Friday, July 10, 2009

Saturday morning is the time to join the Regional National Cemetery Improvement Corporation

The meeting will be at 10:30 a.m. at the American Legion Building on Curtis Avenue, just a short way north of East 15th Street. That means north of a stoplight. Please bring your checkbook. All donations to the RNCIC are tax deductible. At least pay the low membership fee. You can consider a larger gift later. But you don't have to join to attend. Just be interested in the future of our only local National Shrine.
The Fayetteville National Cemetery is at 700 Government Avenue, just off Martin Luther King Boulevard but the facility is running out of space. Capacity will be reached by 2023. To preserve the neighborhood and maintain the solemnity of the cemetery, the best space for our fallen is to the east where the Washington County Livestock Auction now stands. The sale barn and the more than 10 acres where it stands are for sale. A residential housing company, Campus Crest Development LLC of North Carolina has made an offer to purchase the sale-barn property in order to develop student housing space for University of Arkansas students. This offer has been accepted by Mr.
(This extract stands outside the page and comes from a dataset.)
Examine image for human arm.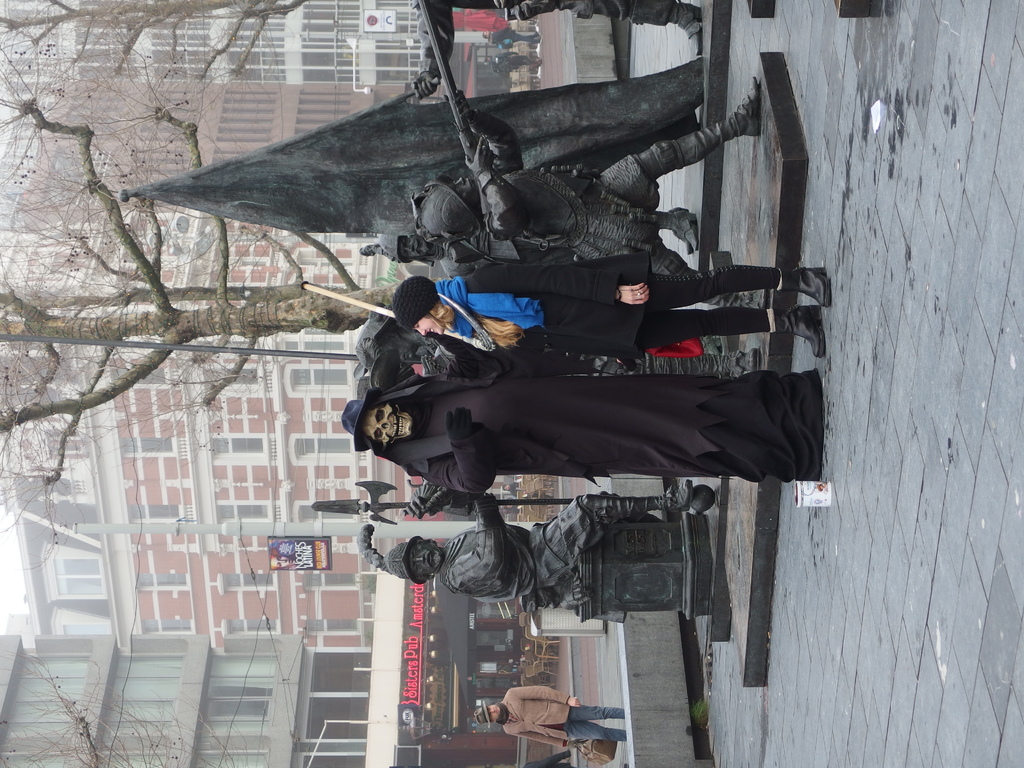
Examination result: <box>399,490,442,518</box>.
Billy Bartholomew, owner of the sale-barn property, subject to rezoning of 8.87 acres of the parcel from "Light Industrial" to "Downtown General."
The proposed rezoning will be up before the City Council for a final decision on July 21

Donations for property acquisition for the National Cemetery may be mailed to
Regional National Cemetery Improvement Corporation
Attn: Harold Crivello, Treasurer
P.O. Box 4221
Fayetteville, Arkansas 72702

Regardless of the outcome of the rezoning, the RNCIC will still need money to acquire property for enlargement of the cemetery. Although the Department of Veterans' Affairs' policy does allow using its money to buy land for expansion of national cemeteries, a few exceptions have occurred in recent years when a state's congressional delegation got behind the effort.
Representative John Boozeman and Senator Blanche Lincoln both have offered support for the fund-raising effort and the possibility of an earmark on a congressional bill is alive.
Regardless of whether federal money is provided, the RNCIC must continue to raise money.
Land that the RNCIC bought and donated to the cemetery for previous enlargement has had to be cleared of houses and such before the cemetery officials could begin developing it. The RNCIC has provided the money for that work, also.

Please use the link below to learn more about
RNCIC
http://www.geocities.com/regncic/

or scroll down the right side of the page to the Regional National Cemetery Improvement Corporation liive link in the link list.